Brandon Battering was arrested on Dec. 3, 2015, but not officially charged until the following day. Under Rule 4(C) the state had until Dec. 4, 2016 to bring him to trial, but trial was ultimately set for Jan. 24-26, 2017, with no objection from Battering.

After Battering was granted a motion to suppress incriminating statements he made to police, the state prosecutor asked the trial court to certify its suppression order for interlocutory appeal, indicating that he would ask to stay the proceedings and continue Battering’s jury trial. The trial court granted the state’s motion, vacating the trial date that had been set.

By June 2016, Battering asserted he was entitled to be discharged pursuant to Rule 4(C), arguing that the state had not requested a stay of the trial-court proceedings pending the interlocutory appeal, and that as a result, the 4(C) clock had continued to run and had expired. Battering continued to move for discharge under the rule for the next two years as his trial date was continually reset.

At question in Brandon Battering v. State of Indiana,18A-CR-02309 was whether the trial court proceedings were “stayed” when the court authorized an interlocutory appeal by the state and vacated the upcoming trial date, but did not actually use the word “stay.”

A split appellate court held that they were, affirming the trial court’s denial of Battering’s motion for discharge. However, one judge disagreed, arguing that Battering’s motion should have been granted.

The majority concluded that the specific 146 days at issue — the time that passed between the trial court’s Jan. 20, 2017 order certifying its suppression order for interlocutory appeal and the court’s June 15, 2017 order granting the state’s motion to stay pending the appeal — were in fact a stay as required under State v. Pelley, 828 N.E.2d 915 (Ind. 2005).

“… [W]hile the State and the trial court used the word ‘continue’ instead of the word ‘stay,’ the trial was not merely pushed back (i.e., ‘continued’) to a different date. It was put off for as long as the appeal would take. That is a stay, regardless of the label used,” Chief Judge Nancy Vaidik wrote for the majority.
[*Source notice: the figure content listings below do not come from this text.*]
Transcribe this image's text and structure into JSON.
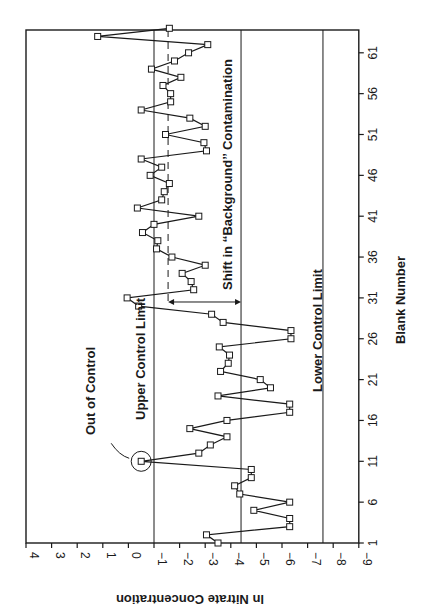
{
  "chart_data": {
    "type": "line",
    "orientation": "rotated-90-clockwise",
    "title": "",
    "xlabel": "Blank Number",
    "ylabel": "ln Nitrate Concentration",
    "x_ticks": [
      1,
      6,
      11,
      16,
      21,
      26,
      31,
      36,
      41,
      46,
      51,
      56,
      61
    ],
    "y_ticks": [
      4,
      3,
      2,
      1,
      0,
      -1,
      -2,
      -3,
      -4,
      -5,
      -6,
      -7,
      -8,
      -9
    ],
    "xlim": [
      1,
      64
    ],
    "ylim": [
      -9,
      4
    ],
    "grid": false,
    "markers": "open-square",
    "x": [
      1,
      2,
      3,
      4,
      5,
      6,
      7,
      8,
      9,
      10,
      11,
      12,
      13,
      14,
      15,
      16,
      17,
      18,
      19,
      20,
      21,
      22,
      23,
      24,
      25,
      26,
      27,
      28,
      29,
      30,
      31,
      32,
      33,
      34,
      35,
      36,
      37,
      38,
      39,
      40,
      41,
      42,
      43,
      44,
      45,
      46,
      47,
      48,
      49,
      50,
      51,
      52,
      53,
      54,
      55,
      56,
      57,
      58,
      59,
      60,
      61,
      62,
      63,
      64
    ],
    "series": [
      {
        "name": "ln Nitrate Concentration",
        "values": [
          -3.5,
          -3.05,
          -6.3,
          -6.3,
          -4.9,
          -6.3,
          -4.35,
          -4.15,
          -4.8,
          -4.8,
          -0.5,
          -2.75,
          -3.2,
          -3.85,
          -2.4,
          -3.85,
          -6.3,
          -6.3,
          -3.5,
          -5.55,
          -5.15,
          -3.6,
          -3.9,
          -3.95,
          -3.55,
          -6.35,
          -6.35,
          -3.7,
          -3.25,
          -0.4,
          0.05,
          -2.55,
          -2.45,
          -2.1,
          -3.0,
          -1.7,
          -1.1,
          -1.15,
          -0.55,
          -1.0,
          -2.75,
          -0.35,
          -1.3,
          -1.4,
          -1.6,
          -0.85,
          -1.3,
          -0.5,
          -3.05,
          -2.95,
          -1.45,
          -3.0,
          -2.4,
          -0.5,
          -1.65,
          -1.65,
          -1.35,
          -2.05,
          -0.9,
          -1.8,
          -2.35,
          -3.1,
          1.2,
          -1.6
        ]
      }
    ],
    "reference_lines": [
      {
        "name": "Upper Control Limit",
        "value": -1.0,
        "style": "solid"
      },
      {
        "name": "Center Line",
        "value": -4.4,
        "style": "solid"
      },
      {
        "name": "Lower Control Limit",
        "value": -7.6,
        "style": "solid"
      },
      {
        "name": "Shifted Background Mean",
        "value": -1.55,
        "style": "dashed",
        "from_x": 30
      }
    ],
    "annotations": [
      {
        "text": "Out of Control",
        "x": 11,
        "y": -0.5,
        "marker": "circle"
      },
      {
        "text": "Upper Control Limit"
      },
      {
        "text": "Lower Control Limit"
      },
      {
        "text": "Shift in “Background” Contamination",
        "arrow_from": -1.55,
        "arrow_to": -4.4,
        "x": 30.5
      }
    ]
  },
  "labels": {
    "xlabel": "Blank Number",
    "ylabel": "ln Nitrate Concentration",
    "out_of_control": "Out of Control",
    "ucl": "Upper Control Limit",
    "lcl": "Lower Control Limit",
    "shift": "Shift in ‘‘Background’’ Contamination"
  }
}
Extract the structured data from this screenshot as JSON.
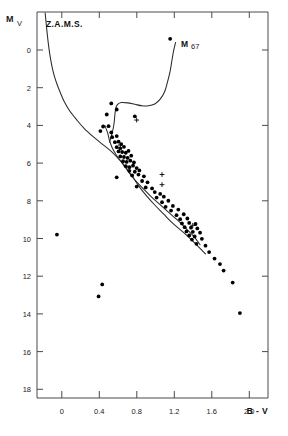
{
  "figure": {
    "name": "colour-magnitude-diagram",
    "background": "#ffffff",
    "ink_color": "#1a1a1a"
  },
  "annotations": {
    "zams_label": "Z.A.M.S.",
    "cluster_label": "M 67",
    "cluster_label_main": "M",
    "cluster_label_sub": "67"
  },
  "caption": {
    "text": "",
    "visible": false
  },
  "chart_data": {
    "type": "scatter",
    "title": "",
    "subtitle": "",
    "xlabel": "B - V",
    "ylabel": "M",
    "ylabel_subscript": "V",
    "xlim": [
      -0.3,
      2.25
    ],
    "ylim": [
      19.3,
      -1.6
    ],
    "y_inverted": true,
    "grid": false,
    "legend_position": "none",
    "xticks": [
      0,
      0.4,
      0.8,
      1.2,
      1.6,
      2.0
    ],
    "xtick_labels": [
      "0",
      "0.4",
      "0.8",
      "1.2",
      "1.6",
      "2.0"
    ],
    "yticks": [
      0,
      2,
      4,
      6,
      8,
      10,
      12,
      14,
      16,
      18
    ],
    "ytick_labels": [
      "0",
      "2",
      "4",
      "6",
      "8",
      "10",
      "12",
      "14",
      "16",
      "18"
    ],
    "series": [
      {
        "name": "Z.A.M.S.",
        "type": "line",
        "annotation": "Z.A.M.S.",
        "points": [
          [
            -0.21,
            -1.55
          ],
          [
            -0.19,
            -0.55
          ],
          [
            -0.17,
            0.3
          ],
          [
            -0.15,
            0.95
          ],
          [
            -0.13,
            1.45
          ],
          [
            -0.11,
            1.85
          ],
          [
            -0.08,
            2.3
          ],
          [
            -0.04,
            2.8
          ],
          [
            0.0,
            3.25
          ],
          [
            0.06,
            3.75
          ],
          [
            0.14,
            4.25
          ],
          [
            0.22,
            4.7
          ],
          [
            0.32,
            5.15
          ],
          [
            0.42,
            5.55
          ],
          [
            0.52,
            5.95
          ],
          [
            0.58,
            6.25
          ],
          [
            0.64,
            6.55
          ],
          [
            0.7,
            6.95
          ],
          [
            0.76,
            7.35
          ],
          [
            0.82,
            7.8
          ],
          [
            0.9,
            8.3
          ],
          [
            1.0,
            8.85
          ],
          [
            1.1,
            9.35
          ],
          [
            1.2,
            9.85
          ],
          [
            1.32,
            10.35
          ],
          [
            1.44,
            10.9
          ],
          [
            1.56,
            11.5
          ]
        ]
      },
      {
        "name": "M 67 fiducial sequence",
        "type": "line",
        "annotation": "M 67",
        "points": [
          [
            0.5,
            5.45
          ],
          [
            0.53,
            4.95
          ],
          [
            0.55,
            4.45
          ],
          [
            0.56,
            3.95
          ],
          [
            0.57,
            3.6
          ],
          [
            0.59,
            3.4
          ],
          [
            0.63,
            3.3
          ],
          [
            0.7,
            3.32
          ],
          [
            0.78,
            3.4
          ],
          [
            0.86,
            3.48
          ],
          [
            0.93,
            3.48
          ],
          [
            1.0,
            3.38
          ],
          [
            1.06,
            3.12
          ],
          [
            1.11,
            2.7
          ],
          [
            1.14,
            2.2
          ],
          [
            1.17,
            1.6
          ],
          [
            1.19,
            1.0
          ],
          [
            1.21,
            0.45
          ],
          [
            1.23,
            0.05
          ]
        ]
      },
      {
        "name": "M 67 main sequence ridge",
        "type": "line",
        "points": [
          [
            0.45,
            4.55
          ],
          [
            0.48,
            4.95
          ],
          [
            0.5,
            5.35
          ],
          [
            0.53,
            5.75
          ],
          [
            0.57,
            6.1
          ],
          [
            0.62,
            6.45
          ],
          [
            0.68,
            6.85
          ],
          [
            0.74,
            7.25
          ],
          [
            0.8,
            7.6
          ],
          [
            0.88,
            8.0
          ],
          [
            0.96,
            8.4
          ],
          [
            1.04,
            8.75
          ],
          [
            1.12,
            9.1
          ],
          [
            1.2,
            9.45
          ],
          [
            1.28,
            9.8
          ],
          [
            1.36,
            10.2
          ],
          [
            1.44,
            10.6
          ],
          [
            1.5,
            11.0
          ]
        ]
      },
      {
        "name": "M 67 member stars",
        "type": "scatter",
        "marker": "filled-circle",
        "points": [
          [
            1.17,
            -0.15
          ],
          [
            0.52,
            3.35
          ],
          [
            0.58,
            3.68
          ],
          [
            0.47,
            3.95
          ],
          [
            0.78,
            4.05
          ],
          [
            0.43,
            4.6
          ],
          [
            0.49,
            4.58
          ],
          [
            0.4,
            4.85
          ],
          [
            0.52,
            4.92
          ],
          [
            0.53,
            5.18
          ],
          [
            0.58,
            5.12
          ],
          [
            0.56,
            5.45
          ],
          [
            0.6,
            5.42
          ],
          [
            0.63,
            5.55
          ],
          [
            0.58,
            5.72
          ],
          [
            0.62,
            5.78
          ],
          [
            0.66,
            5.7
          ],
          [
            0.6,
            5.95
          ],
          [
            0.64,
            5.98
          ],
          [
            0.68,
            6.02
          ],
          [
            0.71,
            5.92
          ],
          [
            0.62,
            6.22
          ],
          [
            0.66,
            6.25
          ],
          [
            0.7,
            6.3
          ],
          [
            0.74,
            6.18
          ],
          [
            0.65,
            6.48
          ],
          [
            0.69,
            6.52
          ],
          [
            0.73,
            6.45
          ],
          [
            0.77,
            6.55
          ],
          [
            0.68,
            6.75
          ],
          [
            0.72,
            6.8
          ],
          [
            0.76,
            6.72
          ],
          [
            0.8,
            6.85
          ],
          [
            0.72,
            7.0
          ],
          [
            0.78,
            7.05
          ],
          [
            0.83,
            6.98
          ],
          [
            0.75,
            7.25
          ],
          [
            0.82,
            7.2
          ],
          [
            0.88,
            7.3
          ],
          [
            0.58,
            7.35
          ],
          [
            0.86,
            7.55
          ],
          [
            0.92,
            7.62
          ],
          [
            0.8,
            7.85
          ],
          [
            0.9,
            7.9
          ],
          [
            0.97,
            7.95
          ],
          [
            1.0,
            8.15
          ],
          [
            1.06,
            8.25
          ],
          [
            1.02,
            8.45
          ],
          [
            1.1,
            8.4
          ],
          [
            1.08,
            8.7
          ],
          [
            1.15,
            8.62
          ],
          [
            1.12,
            8.95
          ],
          [
            1.2,
            8.9
          ],
          [
            1.18,
            9.15
          ],
          [
            1.26,
            9.1
          ],
          [
            1.24,
            9.4
          ],
          [
            1.32,
            9.35
          ],
          [
            1.28,
            9.62
          ],
          [
            1.36,
            9.58
          ],
          [
            1.3,
            9.85
          ],
          [
            1.38,
            9.82
          ],
          [
            1.45,
            9.88
          ],
          [
            1.33,
            10.05
          ],
          [
            1.4,
            10.08
          ],
          [
            1.47,
            10.12
          ],
          [
            1.35,
            10.28
          ],
          [
            1.42,
            10.3
          ],
          [
            1.5,
            10.35
          ],
          [
            1.38,
            10.5
          ],
          [
            1.44,
            10.55
          ],
          [
            1.41,
            10.72
          ],
          [
            1.52,
            10.68
          ],
          [
            1.46,
            10.95
          ],
          [
            1.56,
            11.05
          ],
          [
            1.6,
            11.4
          ],
          [
            1.66,
            11.75
          ],
          [
            1.72,
            12.05
          ],
          [
            1.76,
            12.4
          ],
          [
            1.86,
            13.05
          ],
          [
            1.94,
            14.7
          ],
          [
            -0.08,
            10.45
          ],
          [
            0.42,
            13.15
          ],
          [
            0.38,
            13.8
          ]
        ]
      },
      {
        "name": "M 67 uncertain / non-member stars",
        "type": "scatter",
        "marker": "cross",
        "points": [
          [
            0.8,
            4.25
          ],
          [
            0.62,
            5.6
          ],
          [
            1.08,
            7.2
          ],
          [
            1.08,
            7.75
          ],
          [
            1.42,
            9.95
          ]
        ]
      }
    ]
  }
}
While it concluded the delay between Jan. 20 and June 15 was not chargeable to the state, Judge John Baker dissented in a separate opinion, arguing that because the proceedings were not stayed until months after the interlocutory appeal was filed and accepted, the tolling rule announced in Pelley did not apply.

“It is apparent that neither Battering, nor the State, nor the trial court believed that the proceedings were stayed upon the trial court’s certification of the suppression order for interlocutory appeal, given all of the litigation that occurred following that date,” Baker opined.

“And as noted above, neither the trial court’s certification of an order for interlocutory appeal nor this Court’s acceptance of jurisdiction over that appeal mean that a stay is automatically granted,” Baker continued. “It must be requested and ordered. And here, neither the words of the relevant orders nor the behavior of the parties or the trial court show that a stay was put in place until June — long past the Rule 4(C) one-year cutoff.”